Of the first reporter to reach us Bray demanded, “What’s the trouble?” and was told that the East- and West-Campus Power Lines, according to sketchy reports from the scene, had either touched at some point or been moved to such proximity that an arc had flashed between them, short-circuiting at least temporarily the entire Powerhouse and causing no one knew how much damage to WESCAC and the campus generally.

“I see,” Bray said, undisturbed. Light from a mobile generator now fell upon us, and while I endeavored to assess my position—what the net import was of the day’s events, and what I ought to do next—he took the man’s microphone and called for attention.

“Now hear this, ladies and gentlemen! Now hear this, Tutees and classmates! George Giles the Goat-Boy, by his own admission and intent, has Failed All!” An angry cry came from the crowd, but as they moved to seize me Bray bade them stay and drew me to his side, asking cordially behind his hand to borrow my stick for a brief but necessary ritual. I understood: as I had formerly declared myself passed and he me failed, now that I owned myself flunked he would pass and Certify me to the student body, even dub me Grand Tutor with a rap on the scapula—his Assignment on this campus (as he’d told me in March, when things had gone badly) and the explanation of his survival! To be sure, not all was clear; indeed I was assailed by doubts and questions; but my troubled heart surged like the torchèd crowd. Granted, it was for me and no one else to decide my condition, nature, and policy, when circumstances should permit reflection; yet whether in failing I had passed or in thus passing failed, official public Certification would do no violence to the paradox and might serve in that parlous hour to pacify the crowd, for whom difficult truths were best expressed in simple mottoes, simple rites. I surrendered my stick.

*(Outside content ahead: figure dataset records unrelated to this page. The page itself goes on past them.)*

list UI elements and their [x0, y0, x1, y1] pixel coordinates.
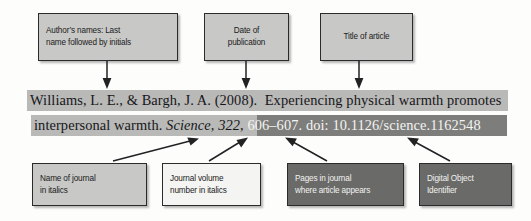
- citation-line-1: Williams, L. E., & Bargh, J. A. (2008). …: [30, 92, 501, 109]
- citation-title-part2: interpersonal warmth.: [34, 117, 162, 133]
- citation-doi-label: doi:: [306, 117, 329, 133]
- arrow-date: [242, 61, 251, 89]
- callout-name-of-journal: Name of journal in italics: [32, 163, 147, 206]
- callout-pages-in-journal: Pages in journal where article appears: [287, 163, 404, 206]
- arrow-journal-name: [113, 137, 199, 161]
- citation-doi-value: 10.1126/science.1162548: [332, 117, 480, 133]
- citation-page-range: 606–607.: [247, 117, 302, 133]
- callout-pages-in-journal-label: Pages in journal where article appears: [295, 173, 370, 196]
- citation-authors: Williams, L. E., & Bargh, J. A.: [30, 92, 211, 108]
- citation-journal-name: Science,: [166, 117, 214, 133]
- citation-title-part1: Experiencing physical warmth promotes: [265, 92, 502, 108]
- callout-author-names-label: Author’s names: Last name followed by in…: [46, 25, 131, 48]
- citation-year: (2008).: [215, 92, 258, 108]
- arrow-doi: [407, 138, 450, 162]
- callout-author-names: Author’s names: Last name followed by in…: [38, 13, 178, 61]
- callout-title-of-article: Title of article: [320, 13, 413, 61]
- callout-journal-volume: Journal volume number in italics: [162, 163, 261, 206]
- callout-date-of-publication-label: Date of publication: [228, 25, 266, 48]
- citation-volume-number: 322: [218, 117, 240, 133]
- callout-name-of-journal-label: Name of journal in italics: [40, 173, 96, 196]
- citation-line-2: interpersonal warmth. Science, 322, 606–…: [34, 117, 481, 134]
- callout-date-of-publication: Date of publication: [204, 13, 289, 61]
- callout-digital-object-identifier-label: Digital Object Identifier: [427, 173, 474, 196]
- callout-digital-object-identifier: Digital Object Identifier: [419, 163, 512, 206]
- arrow-pages: [285, 138, 327, 162]
- figure-canvas: Author’s names: Last name followed by in…: [0, 0, 531, 221]
- arrow-journal-volume: [209, 138, 248, 162]
- arrow-title: [355, 61, 364, 89]
- callout-journal-volume-label: Journal volume number in italics: [170, 173, 227, 196]
- callout-title-of-article-label: Title of article: [344, 31, 390, 43]
- arrow-authors: [103, 61, 112, 89]
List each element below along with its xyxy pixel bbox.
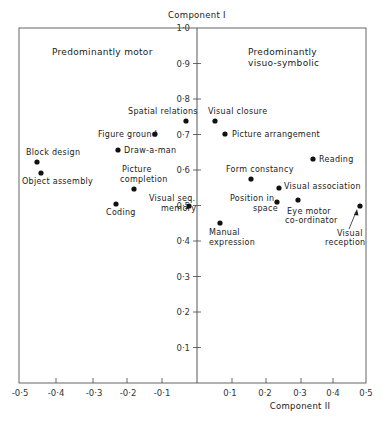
y-tick-label: 0·7 [176, 130, 190, 140]
label-form-constancy: Form constancy [226, 165, 294, 174]
region-label-visuo: visuo-symbolic [248, 58, 319, 68]
point-object-assembly [38, 170, 43, 175]
point-block-design [34, 159, 39, 164]
point-form-constancy [248, 176, 253, 181]
label-picture-completion: completion [120, 175, 168, 184]
label-object-assembly: Object assembly [22, 177, 93, 186]
label-visual-seq-memory: Visual seq. [149, 194, 195, 203]
y-tick-label: 1·0 [176, 23, 190, 33]
label-eye-motor: co-ordinator [285, 216, 338, 225]
arrow-visual-reception [349, 209, 359, 229]
y-tick-label: 0·4 [176, 236, 190, 246]
point-visual-reception [357, 203, 362, 208]
label-visual-seq-memory: memory [161, 204, 196, 213]
y-tick-label: 0·2 [176, 307, 190, 317]
label-position-in-space: space [253, 204, 278, 213]
x-ticks [56, 378, 333, 383]
y-tick-label: 0·9 [176, 59, 190, 69]
point-visual-association [276, 185, 281, 190]
label-manual-expression: Manual [209, 228, 240, 237]
region-label-visuo: Predominantly [248, 47, 317, 57]
label-draw-a-man: Draw-a-man [124, 146, 176, 155]
x-tick-label: 0·5 [359, 388, 373, 398]
x-tick-label: 0·3 [293, 388, 307, 398]
label-position-in-space: Position in [230, 194, 274, 203]
x-tick-label: -0·3 [86, 388, 103, 398]
label-eye-motor: Eye motor [287, 207, 331, 216]
point-reading [310, 156, 315, 161]
label-manual-expression: expression [209, 238, 255, 247]
label-visual-reception: reception [325, 238, 365, 247]
label-spatial-relations: Spatial relations [128, 107, 198, 116]
x-axis-title: Component II [270, 401, 331, 411]
point-visual-closure [212, 118, 217, 123]
label-picture-completion: Picture [122, 165, 152, 174]
label-picture-arrangement: Picture arrangement [232, 130, 320, 139]
x-tick-label: 0·1 [223, 388, 237, 398]
label-visual-association: Visual association [284, 182, 361, 191]
point-labels: Spatial relations Figure ground Draw-a-m… [22, 107, 365, 247]
point-picture-arrangement [222, 131, 227, 136]
x-tick-label: -0·2 [120, 388, 137, 398]
x-tick-label: 0·2 [258, 388, 272, 398]
x-tick-label: -0·1 [154, 388, 171, 398]
y-tick-labels: 0·1 0·2 0·3 0·4 0·5 0·6 0·7 0·8 0·9 1·0 [176, 23, 190, 353]
y-tick-label: 0·6 [176, 165, 190, 175]
point-manual-expression [217, 220, 222, 225]
label-visual-closure: Visual closure [208, 107, 267, 116]
x-tick-label: 0·4 [326, 388, 340, 398]
y-tick-label: 0·3 [176, 272, 190, 282]
point-draw-a-man [115, 147, 120, 152]
label-figure-ground: Figure ground [98, 130, 157, 139]
x-tick-label: -0·5 [12, 388, 29, 398]
y-tick-label: 0·8 [176, 94, 190, 104]
x-tick-label: -0·4 [48, 388, 65, 398]
y-axis-title: Component I [168, 10, 226, 20]
label-block-design: Block design [26, 148, 80, 157]
point-picture-completion [131, 186, 136, 191]
point-spatial-relations [183, 118, 188, 123]
label-visual-reception: Visual [337, 229, 363, 238]
x-tick-labels: -0·5 -0·4 -0·3 -0·2 -0·1 0·1 0·2 0·3 0·4… [12, 388, 373, 398]
scatter-chart: 0·1 0·2 0·3 0·4 0·5 0·6 0·7 0·8 0·9 1·0 … [0, 0, 387, 422]
label-coding: Coding [106, 208, 136, 217]
point-eye-motor [295, 197, 300, 202]
label-reading: Reading [319, 155, 354, 164]
y-tick-label: 0·1 [176, 343, 190, 353]
point-coding [113, 201, 118, 206]
region-label-motor: Predominantly motor [52, 47, 153, 57]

“Thank you,” Bray said. “Please kneel.” The crowd hushed; likewise my spirit, strait-waistcoated in contradictions of which, not impossibly, one tap of the stick might free me at last. I knelt.

“This is how it must be,” Bray said, and smote me flat. Over me then, as I fought for breath (the blow had struck me full in the back, else my head would have been crushed), he declared through the public loudspeakers: “George Giles the Goat-Boy, cause and embodiment of all our ills: you are hereby denied admission to the student body. No probation; no reinstatement; no clemency. You shall be deported to the goat-barns at once, forever.” The crowd shouted approval. Still stunned, I was snatched up. “Tomorrow morning,” Bray announced to them, “I go to Founder’s Hill to work certain miracles on the occasion of the scheduled Shafting, which you are all invited to witness. Now I shall retire into the Belly of WESCAC to meditate, but presently I shall come forth, ascend to the Belfry, and beget a son.” He paused. “The Goat-Boy is yours.”

Each of these extraordinary declarations was greeted with astonished hurrahs. At the last of them the crowd set upon me, ignoring my proper sentence, and I saw Bray no more. My jail clothes were torn off, either deliberately or in the general pull and haul. My male equipment, shrinking from the cold, was made rude fun of, and I was pummeled—about the head, in particular, by two short-skirt co-eds whose heavy sweaters bore the initials NTC, as did the megaphones they beat me with. My hair and beard were cruelly pulled by knowledgeable skeptics suspicious of disguise. As in a horrid dream I was fetched round again to the dooryard of the Old Chancellor’s Mansion: already a sidecar was drawn up to the familiar streetlamp (now extinguished), from whose top the noose was rigged. Grandfather Hector shouted orders from the porch, gesturing with his crook at the Telerama-crew already established there, while his loyal receptionist (who had contrived to exchange her library-clothes for military uniform) made checks on a clipboard with a series of pencils which she drew from and returned to her hair. Whether the P.-G. was opposing or directing the lynch I could not tell. I wondered why Mother was not in her place. Stoker’s guards were, rowdy as ever; I saw no sign of their leader, nor any indication that they meant to thwart the mob. The monogrammed co-eds had left off clubbing me in order to lead the procession; reaching the lamp-post they wheeled about smartly, went down on one knee, and with the aid of their megaphones and practiced gestures, set the crowd to chanting, “Get the Goat! Get the Goat!” As I was lifted to the sidecar-top and prodded with my own stick, I even heard, as in the spring, a voice cry “Rape!” and the familiar consternation at the Mansion-corner. With a bitter sigh and no prompting from my captors I thrust my buckhorn into place and put my head in the noose. Why wait to see My Ladyship rogered yet again, en route to her Belfry-tryst, by a once-more-fallen Peter Greene, and hear the EAT-whistle blow, this time no doubt in earnest?
An end to my tiresome history, and the University’s! Once more I’d been all wrong, in what wise I was too miserable to care. What the heck anyhow!